2.  Anti-trust, aimed at certain behaviors such as illegal price fixing.

  1. The problem with setting prices to regulate a monopoly is that the signaling function of price is lost; we wouldn’t want to set a cap on the price of Rockets tickets, because what if they suddenly start winning all the time?
  2. In regulating how much a monopolistic enterprise can succeed by capping the price of their product, but making them feel the force of failed initiatives in full, you reduce the incentive to innovate.
  3. Should the conscious parallel pricing behavior of banks matching interest rates be considered an anti-trust violation? Generally not, there’s a requirement of the added element of collusion.

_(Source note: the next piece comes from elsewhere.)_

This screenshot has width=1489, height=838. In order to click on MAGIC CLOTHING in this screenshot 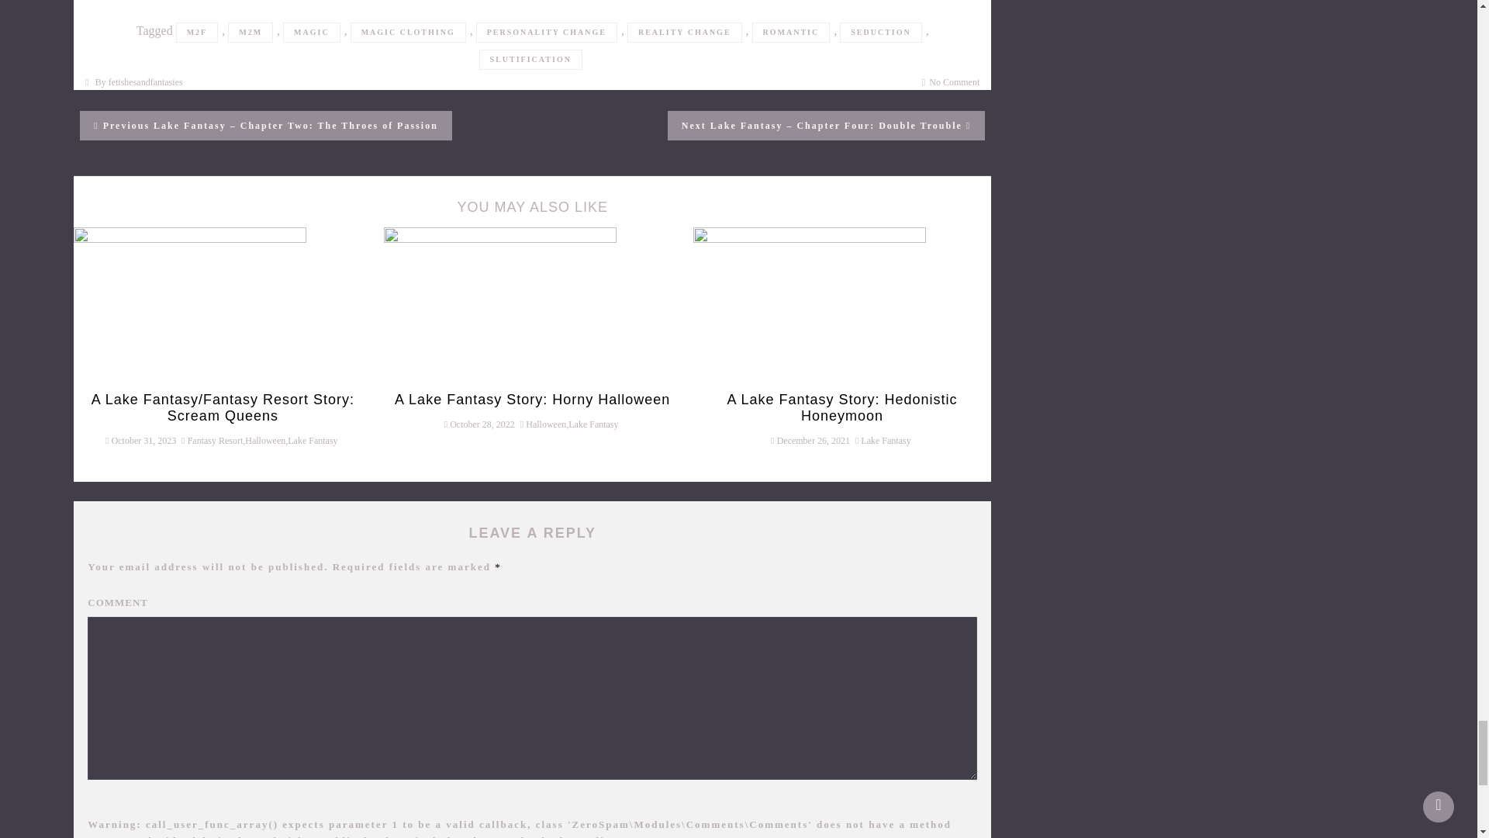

The opposite situation: when there is too much competition.

Maybe areas where there is a very low barrier to entry (lounge singers, restaurants) actually handicap the good restaurants, because there is so much choice that the available dollar votes are diluted. Many people will inadvertently spend money on bad restaurants that fail in the first year, instead of focusing their spending on the goods ones that could expand if they had more cash intake.

Remaining material from Darren Bush’s guest spot…

§  Consumers face (i) scarcity – we can’t buy everything, and (ii) choices – we must choose what to buy. The maximization of utility explains why we buy things or do things. As consumers we make our choices on a rational basis, and we pick things that will give us the most utility.

§  Diminishing marginal utility: we can only get so much of a good thing. On day 1 macaroni and cheese seems like a heaven-sent solution to inability to prepare a decent meal, but on day 10 we can’t stand the sight of it.